Bronze: raw, as it landed
| source | client_name | hours | rate | _content_hash |
|---|---|---|---|---|
| salesforce | aCme corp | 42.0 | NULL | a3f9… |
| salesforce | Acme Corp dup | 42.0 | NULL | a3f9… |
| ramp | Meridian LLC | 16 | 210 | 77c1… |
| paycor | northstar health | -8 flag | 185 | e04d… |
145 tables land here exactly as the source systems sent them. Nothing is edited. Every row gets a content hash, so the next run only moves what actually changed.

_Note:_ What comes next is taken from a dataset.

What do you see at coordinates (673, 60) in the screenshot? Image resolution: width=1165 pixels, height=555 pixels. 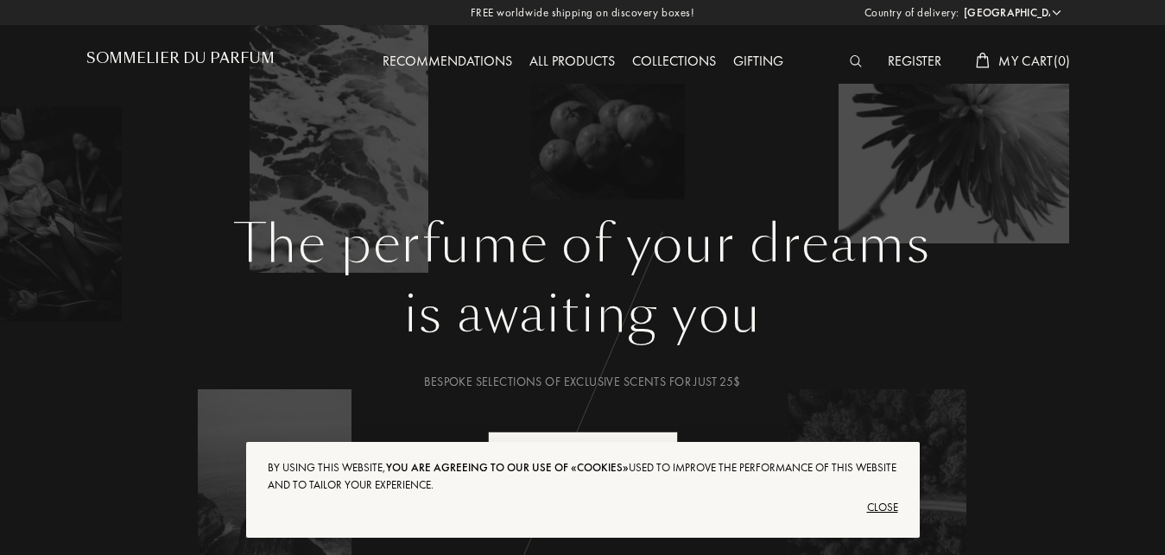 I see `a: Collections` at bounding box center [673, 60].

Silver: cleaned and conformed
| source | client_name | hours | rate | _content_hash |
|---|---|---|---|---|
| salesforce | Acme Corp | 42.0 | 165 | a3f9… |
| ramp | Meridian LLC | 16.0 | 210 | 77c1… |
19 conformed tables with 10 data-quality rules on the way in. Bad rows get quarantined with a reason code instead of silently dropped, so nothing disappears without a trace.
Gold: analytics-ready
70+ tables shaped for the business: 12 dimensions and 10 facts, plus the history audit and delta tables behind them, with full lineage from source system to dashboard. This is what 400+ people report from.
Ask it anything: the bridge
Every layer above exists so this one can work: an AI analytics layer where anyone can ask a question about the data and get a real answer backed by SQL, without writing any themselves. That's the next project.
Sample data. The traced record is highlighted in gold.